The root cause is not careless billing teams. It is a system that is structurally misaligned:

Clinical systems and billing systems are disconnected. The EHR captures clinical reality. The billing system captures financial claims. When they do not communicate in real time, errors multiply at the point of translation.

Insurer rules are not embedded in submission workflows. Billing teams must know — and remember — the specific requirements of dozens of different payer contracts. Without systematic rules enforcement at the point of submission, errors are inevitable.

There is no pre-submission validation. In most Latin American provider workflows, claims are validated only after the insurer receives them. By that point, the error has already caused a delay of days or weeks.

The Financial and Operational Cost

A 30% first-pass rejection rate does not mean 30% of revenue is lost — but it does mean significant financial drag. Rework costs are real: staff time spent investigating, correcting, and resubmitting denials adds administrative cost to every rejected claim. Industry benchmarks suggest the cost of reworking a single denied claim ranges from USD 25 to USD 118 depending on complexity.

More critically, rework extends the payment cycle. A claim rejected on first submission and resubmitted 30 days later restarts the payment clock. In a market where payment cycles already run 90 to 180 days, this can push collections past the 6-month mark.

And some claims are never reworked. Due to limited staff capacity, time constraints, and the complexity of some denial reasons, a portion of rejected claims are simply written off — representing pure revenue loss.

What Modern Revenue Cycle Infrastructure Changes

The answer lies in shifting validation from post-submission to pre-submission — and from reactive to systemic.
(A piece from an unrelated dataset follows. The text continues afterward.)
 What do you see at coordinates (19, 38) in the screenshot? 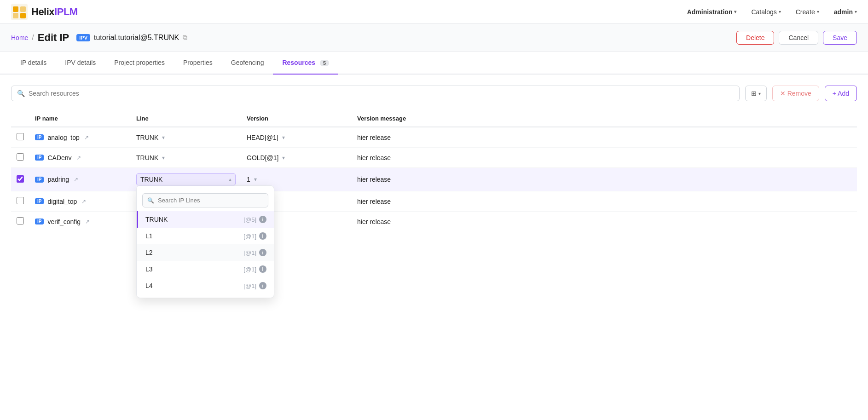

Modern revenue cycle infrastructure embeds payer-specific rules into the submission workflow so that claims are validated against known rejection criteria before they leave the hospital's system.

It also means connecting clinical documentation directly to billing, so that missing attachments and documentation gaps are flagged before submission rather than discovered through a denial notice weeks later.

When claims validation becomes a systematic, automated pre-submission step rather than an after-the-fact manual correction process, first-pass acceptance rates can improve dramatically — reducing rework costs, compressing payment cycles, and recovering revenue that today simply leaks out of the system.